Yes, using the *.azurewebsites.net domain is your only option to have HTTPS without extra cost. The domain is always available, even if you use a custom domain, because it's used for a few additional services (like your repo, remote console, ...).
I am trying to consume the certificate uploaded in azure website(not webrole) in my web app using following config
<microsoft.identityModel>
<!-- Service Configuration -->
<service>
<serviceCertificate>
<certificateReference findValue="2696C50B72CB368AEB11DE3B23CD226252A1BFD" storeLocation="CurrentUser" storeName="My" x509FindType="FindByThumbprint"/>
</serviceCertificate>
<certificateValidation certificateValidationMode="None"/>
</service>
Code works fine on local system. But I am recieving error when deployed to azure website.
ID1024 The configuration property value is not valid
ID1025 Cannot find a unique certificate that matches the criteria
I then tried to browse all the certificates in my azure website(using code). But the certificate list does not contain my uploaded certificate.
Certificate is uploaded and can be seen in azure portal.
Custom domain is mapped and the uploaded certficiate is used against the domain.
But somehow my web app is unable to find the certificate. I tried all possible combination of StoreName and StoreLocation but in vain.
I think there may be some confusion on what the certificates you upload via the Configure tab for Websites are used for. Currently the certificates loaded there are ONLY used for SSL.
When looking at the little help icon next to the certificates section on the configure tab the tooltip states the following:
"This section lets you manage SSL certificates that you can bind to your custom domain names. Binding an SSL certificate to your custom domain name will allow your end users to access your site over HTTPS."
Windows Azure Web Sites exist at a process level, meaning that they can be started up on one machine but move around as the processes go up and down. If you aren't familiar with this I'd suggest reading up on how the hosting model works for Web Sites. Here is an article that covers it: Windows Azure Web Sites - A New Hosting Model for Windows Azure (full disclosure: I wrote the article).

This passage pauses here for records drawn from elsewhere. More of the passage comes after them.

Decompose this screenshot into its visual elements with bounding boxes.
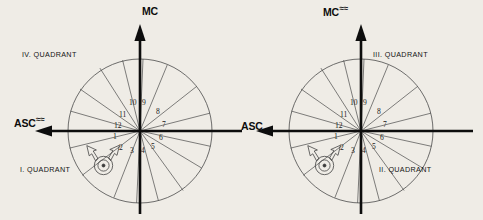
house-number-2-left: 2 [119,143,123,152]
house-number-12-right: 12 [335,121,343,130]
quadrant-label-top-right: III. QUADRANT [373,50,428,59]
house-number-7-left: 7 [162,120,166,129]
house-number-5-right: 5 [372,142,376,151]
mc-label-right: MC≈≈ [323,5,348,18]
house-number-10-right: 10 [350,98,358,107]
house-number-5-left: 5 [151,142,155,151]
quadrant-label-bottom-right: II. QUADRANT [379,165,432,174]
house-number-11-right: 11 [340,110,347,119]
mc-label-text-left: MC [142,5,158,17]
house-wheel-chart-left: MC ASC≈≈ IV. QUADRANT I. QUADRANT 12 11 … [0,0,242,220]
asc-axis-right [256,125,473,136]
mc-axis-left [134,24,145,214]
house-number-11-left: 11 [119,110,126,119]
asc-label-text-right: ASC [241,120,263,132]
house-number-4-right: 4 [362,146,366,155]
asc-label-left: ASC≈≈ [14,116,44,129]
wheel-svg-right [241,0,483,220]
quadrant-label-bottom-left: I. QUADRANT [20,165,70,174]
house-number-1-left: 1 [113,132,117,141]
house-number-8-right: 8 [377,107,381,116]
page-frame: MC ASC≈≈ IV. QUADRANT I. QUADRANT 12 11 … [0,0,483,220]
house-number-12-left: 12 [114,121,122,130]
house-number-7-right: 7 [383,120,387,129]
asc-label-right: ASC [241,120,263,132]
house-number-4-left: 4 [141,146,145,155]
asc-label-text-left: ASC [14,117,36,129]
quadrant-label-top-left: IV. QUADRANT [22,50,77,59]
house-number-8-left: 8 [156,107,160,116]
house-number-3-right: 3 [351,146,355,155]
house-number-3-left: 3 [130,146,134,155]
house-number-9-right: 9 [363,98,367,107]
house-number-1-right: 1 [334,132,338,141]
house-number-10-left: 10 [129,98,137,107]
mc-glyph-right: ≈≈ [339,5,347,13]
mars-glyph-right [308,145,341,175]
mc-label-text-right: MC [323,6,339,18]
mc-label-left: MC [142,5,158,17]
house-wheel-chart-right: MC≈≈ ASC III. QUADRANT II. QUADRANT 12 1… [241,0,483,220]
house-number-6-left: 6 [159,133,163,142]
mars-glyph-left [87,145,120,175]
house-number-6-right: 6 [380,133,384,142]
mc-axis-right [355,24,366,214]
asc-glyph-left: ≈≈ [36,116,44,124]
house-number-9-left: 9 [142,98,146,107]
house-number-2-right: 2 [340,143,344,152]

Loading the certificate here I do not believe adds the certificate to any of the stores on the machines your web site runs on. Windows Azure would need to ensure that the cert is always on the machine the site is deployed to and since this is only at a process level and can change frequently (unless you are using standard) it doesn't make sense. The SSL certs are handled differently and as far as I know aren't really deployed to each machine.
As far as I know in order for you to load a certificate and use it you'll either need to look at a web role where loaded certs from the portal ARE placed into the store on the VM or look to see if you can load the certificate manually in code and ship the cert as content on your site (which seems a little less secure to me). I could just be overlooking an option though.